With the UN's International Year of the Ocean in prospect, Greenpeace kick-started the agenda with a ten-point action plan to protect the world's seas. Historic opportunities were seized during 1998 in some areas. In others, the high tide was missed when government and industry failed to turn word into deed.

As summer visitors to Lisbon's EXPO site toured the Greenpeace vessel Sirius they were invited to send their personal views to environment ministers ahead of the OSPAR ministerial conference (see also Bye bye, Brent Spar). The conference went on to agree a ban on the dumping at sea of decommissioned offshore installations, such as oil rigs, and a phasing-out of discharges of radioactive and toxic wastes into the north-east Atlantic.

Centrepiece of the Lisbon EXPO festival was the International Year of the Ocean theme. A solutions-seeking Greenpeace plan in support of the UN initiative focused on overfishing, loss of biodiversity, habitat destruction, marine pollution, and the emerging threats of climate change and genetically modified organisms.

Timely endorsement of the urgency of these issues came with the publication in September of the report of the Independent World Commission on the Oceans chaired by Mario Soares. Greenpeace endorses the report's recommendation to convene a UN conference on ocean affairs as soon as possible.

Oceans in crisis

Successes? There were others to accompany the OSPAR rulings. An EU decision to phase out driftnet fishing among member fleets before the end of 2001 follows a 15-year Greenpeace campaign in the face of illegal, indiscriminate driftnet operations in the Mediterranean Sea. Here, as many as 700 vessels, each deploying driftnets up to 12km in length, are routinely killing dolphins, whales and other marine mammals - and catching some 80 species of entargeted fish.

Elsewhere, one of the world's first international bycatch reduction agreements was concluded by twelve nations convening in La Jolla, California. The historic Eastern Pacific Ocean tuna-dolphin agreement marks an important step towards establishing a progressive commitment under international law to reduce the numbers of dolphins, sharks and other species taken as bycatch in tuna fisheries.

The southern bluefin tuna, meanwhile, remains victim of a fishing free-for-all on the high seas. In the light of persistent failure by Japan, Australia and New Zealand to agree sustainable catch quotas, Greenpeace now calls for the protection of the southern bluefin tuna under the terms of the Convention for Trade in Endangered Species.

Species and statistic species.

Other endangered species in the spotlight during 1998 included the green sea turtle - subject of active campaigns by Greenpeace against a Spanish hotel chain in Mexico, and the Cypriot authorities. Incredibly, on the occasion of its fiftieth anniversary, the International Whaling Commission found itself under pressure from Norway and Japan to sanction a return to large-scale industrial whaling. Action by Greenpeace delayed the Japanese fleet's return to the Southern Ocean to hunt whales in the guise of 'scientific research'.

Japan also made efforts to resume the hunt for Bryde's whales in the north Pacific, echoing Norway's practice of pinning self-awarded minke quotas on scientific data. Meanwhile, analysis of sperm whales stranded on a Dutch beach has revealed the presence in the deep-ocean food chain of deadly brominated flame retardants used in the manufacture of computers and televisions.

On another shore, another pressing issue. Together with communities near Esmeraldas in Ecuador, Greenpeace has taken action to restore a mangrove forest cleared illegally for shrimp farming. Mangroves play a key role in sustaining the rich biodiversity of the area and the livelihoods of the people who live there. To date, shrimp farmers have cleared almost 50,000 acres of mangrove forest in the region. The local community is trying to save the remaining 2,000 acres. Such statistics speak for themselves.




oceans web site


High temperatures and extreme rainfall - symptoms of global climate change - have caused unprecedented coral bleaching on the Great Barrier Reef and elsewhere. Habitat preservation and the protection of marine ecosystems worldwide were at the heart of Greenpeace proposals to make the UN International Year of the Ocean more than a public relations gesture.



Working with local environmental groups, Greenpeace activists replant mangroves cut for shrimp farms near Esmeraldas, Ecuador.



Mario Soares, chair of the Independent World Commission on Oceans, at the helm of the Greenpeace vessel Sirius.



The EU decision to phase out driftnets, and the Eastern Pacific Ocean tuna-dolphin agreement, together mark an important step towards reducing the numbers of dolphins, sharks and other species taken as by catch.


## Task instructions:
Your task is to copy the lines from the line containing "Locate an element" through the end of the listing below, both included, without any pictures.
--- START ---
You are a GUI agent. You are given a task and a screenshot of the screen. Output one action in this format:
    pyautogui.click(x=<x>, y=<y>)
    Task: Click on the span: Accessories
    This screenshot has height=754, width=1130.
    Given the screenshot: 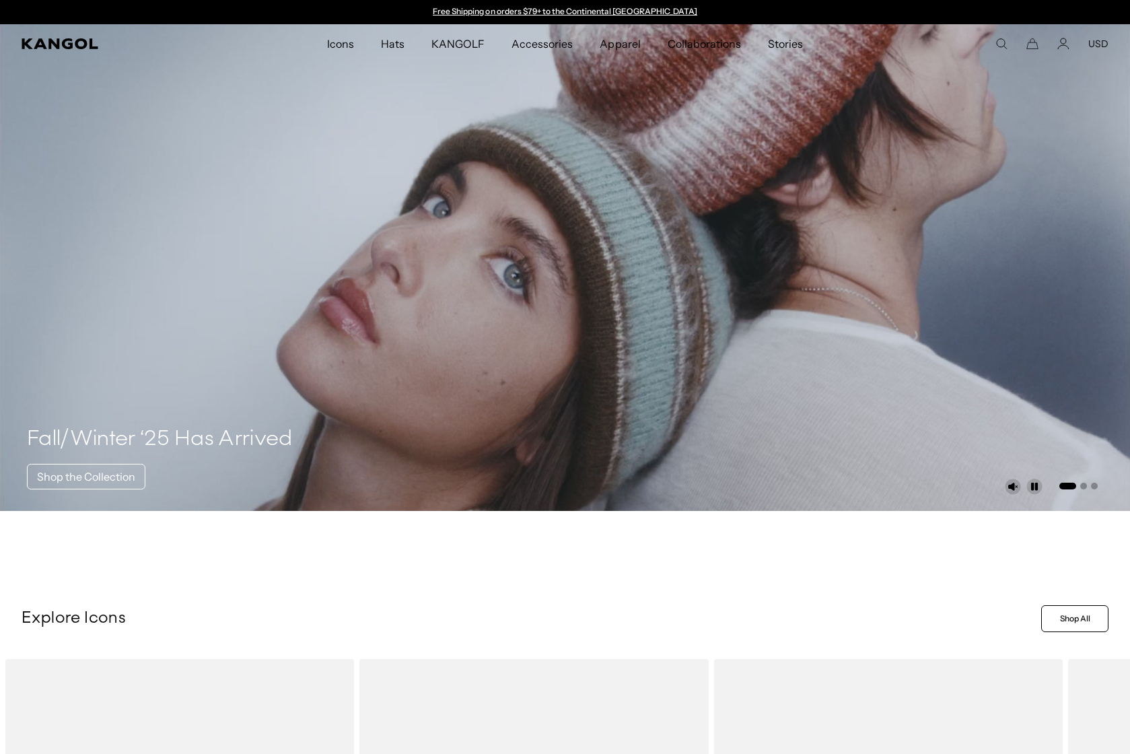 What is the action you would take?
    pyautogui.click(x=542, y=44)
    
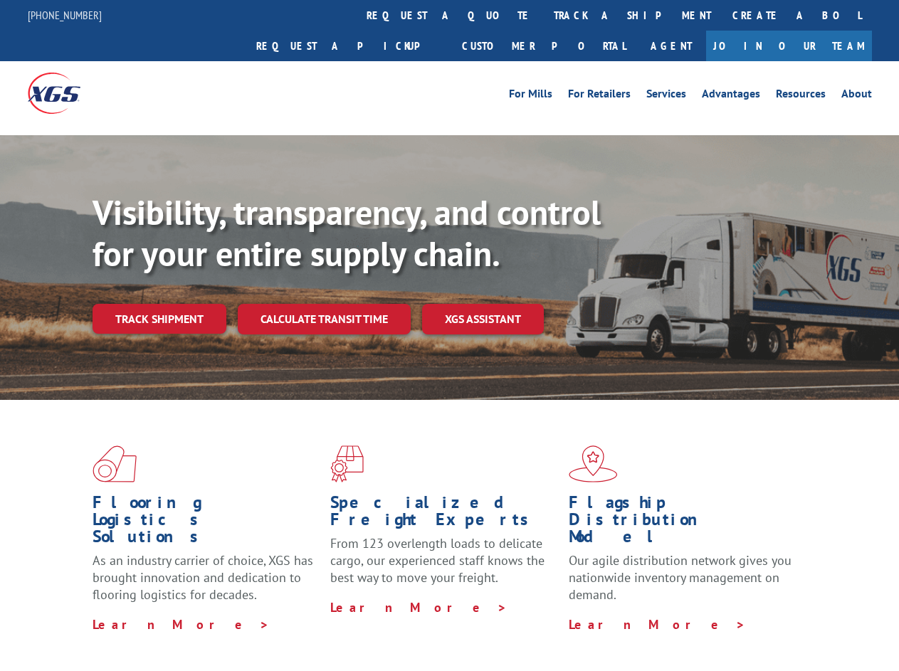 This screenshot has width=899, height=671. Describe the element at coordinates (544, 46) in the screenshot. I see `a: Customer Portal` at that location.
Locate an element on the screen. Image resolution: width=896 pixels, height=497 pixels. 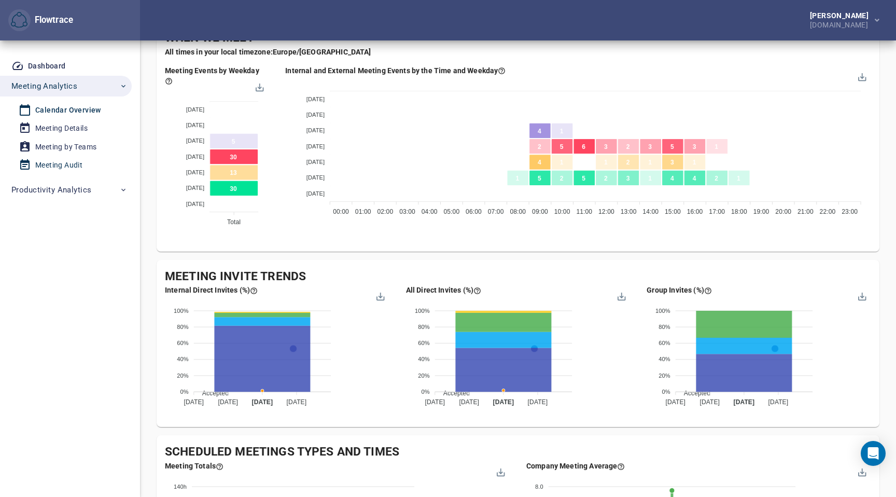
tspan: 10:00 is located at coordinates (562, 212).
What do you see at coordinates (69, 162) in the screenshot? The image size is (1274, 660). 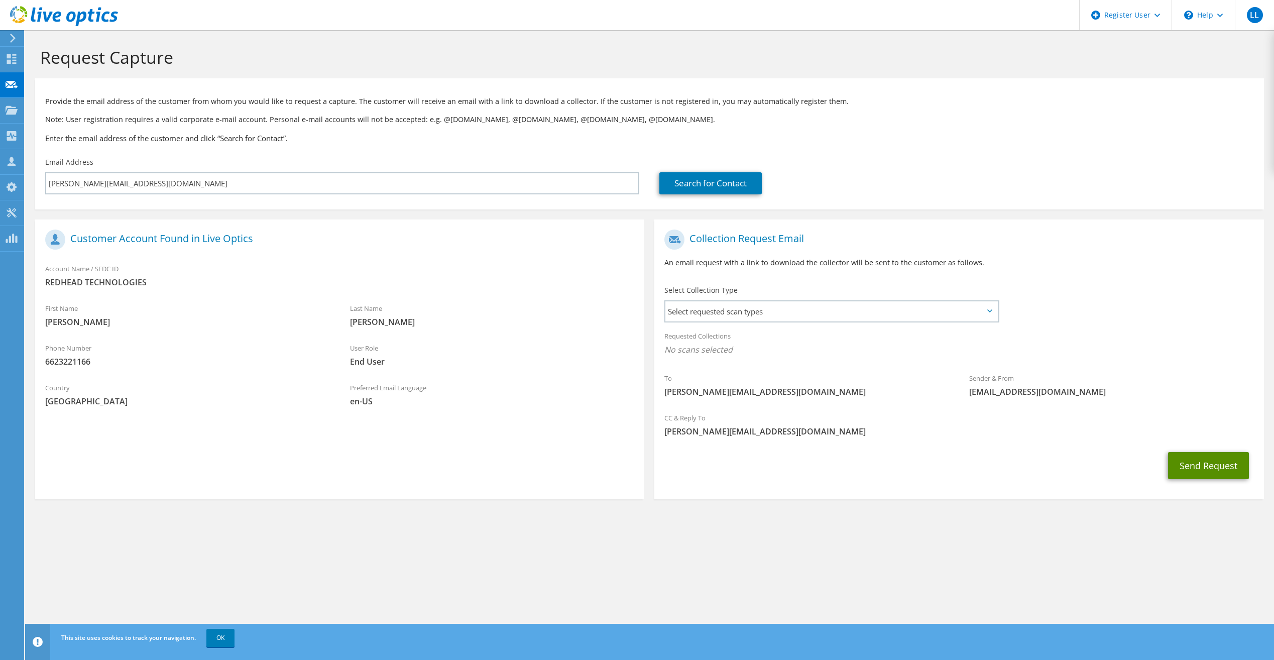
--- END ---
## Written response:
Locate an element on the screen. Image resolution: width=896 pixels, height=497 pixels. 
tspan: 10:00 is located at coordinates (562, 212).
What do you see at coordinates (69, 162) in the screenshot? The image size is (1274, 660). 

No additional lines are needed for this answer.